The region is still in a good position to flatten the curve of infection, spreading it out to ensure the healthcare system is not overwhelmed by a wave of COVID-19 cases, but Loh cautioned against complacency and urged for strict adherence to social distancing measures already in place.

“Now is the time for us to take action,” said Loh. “We can flatten the curve and change the course of this outbreak.”

The city will not declare an official state of emergency at this time, which would grant Crombie expanded authority in decision making as well as potentially open up provincial funding for disaster relief, as it did with the devastating ice storm back in 2013.

Even though COVID-19’s effects are much more far reaching, city staff advises against declaring a state of emergency, as the province and Peel Region have recently done, because Mississauga is not at that breaking point, said Fire Chief Tim Beckett. Any new provincial funding would likely be extended to all municipalities regardless if they made the declaration, as was the case for the ice storm, he said, and the city still has the ability to manage its own operations.

“We already have responsibilities and capabilities to manage the event in front of us today,” said Beckett.  

With economic progress halted due to COVID-19 shutdowns, the city’s Chief Finance Officer Gary Kent admitted it won’t be possible to recover overnight, and extensive aid will have to come from higher levels of government. Both Prime Minister Trudeau and Premier Ford have announced separate relief plans totalling in the tens of billions, which Kent termed as a good “first step” towards an eventual economic recovery.

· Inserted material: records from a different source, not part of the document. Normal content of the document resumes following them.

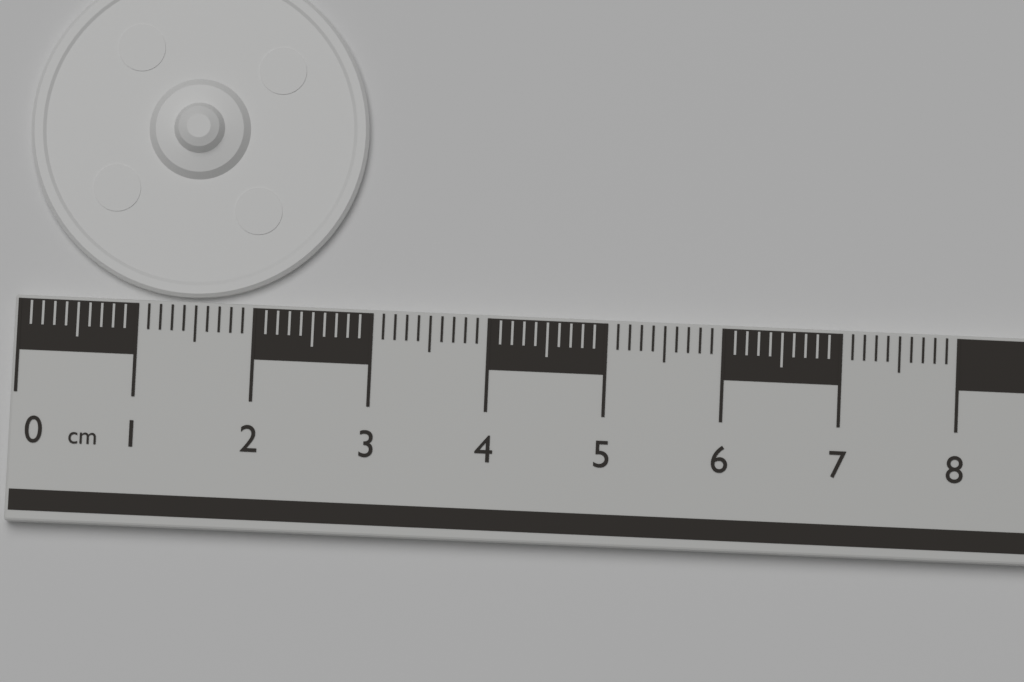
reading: 2.9 cm
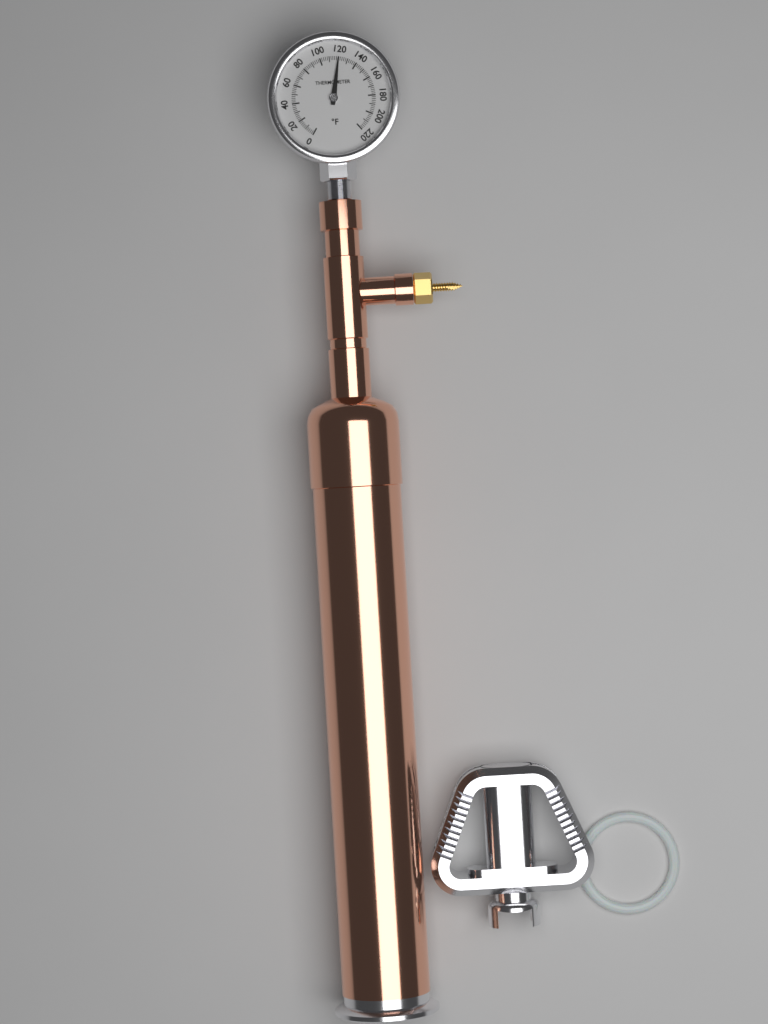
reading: 120 °F
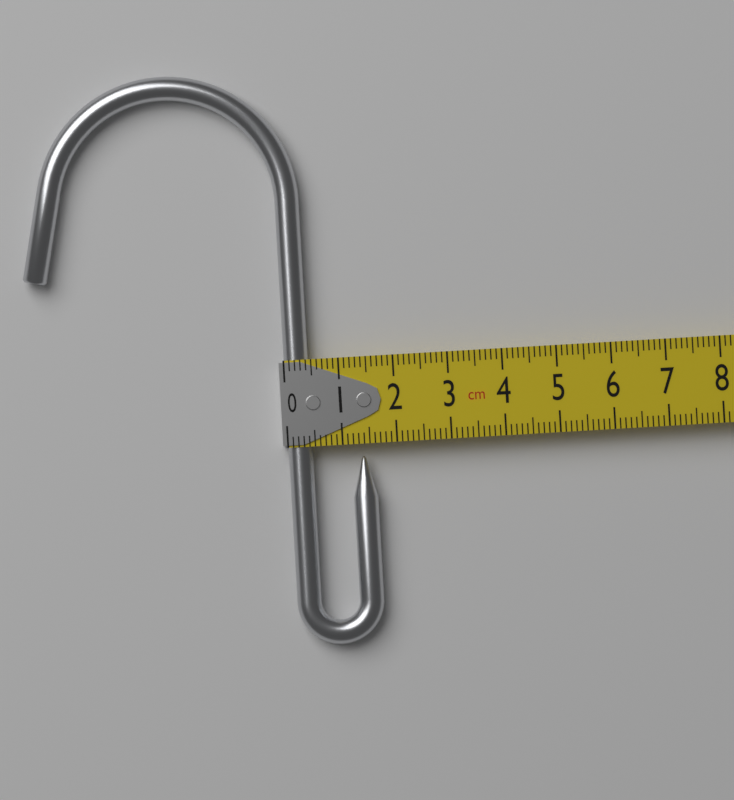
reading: 1.6 cm
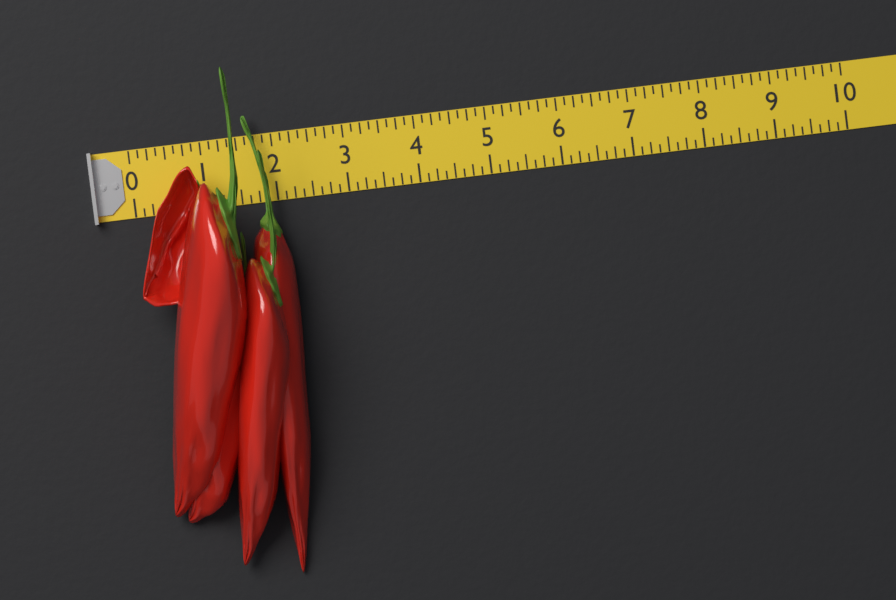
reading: 2.125 (no unit)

In the short term, Council voted unanimously on immediate relief for residents. The most significant measure is deferring property tax payments for three months. The full amount of tax will need to be paid by the end of the year, but the measure is intended to free up some badly needed funds for thousands of restaurants, hospitality, tourism, retail and other workers whose  industries have dried up in the wake of the infection spread. 

Transit riders will also get a break with MiWay not collecting fares until further notice, plus parking fees and restrictions being eased. 

The city also announced it will hold a telephone town hall on Friday evening to update city residents on its COVID-19 response.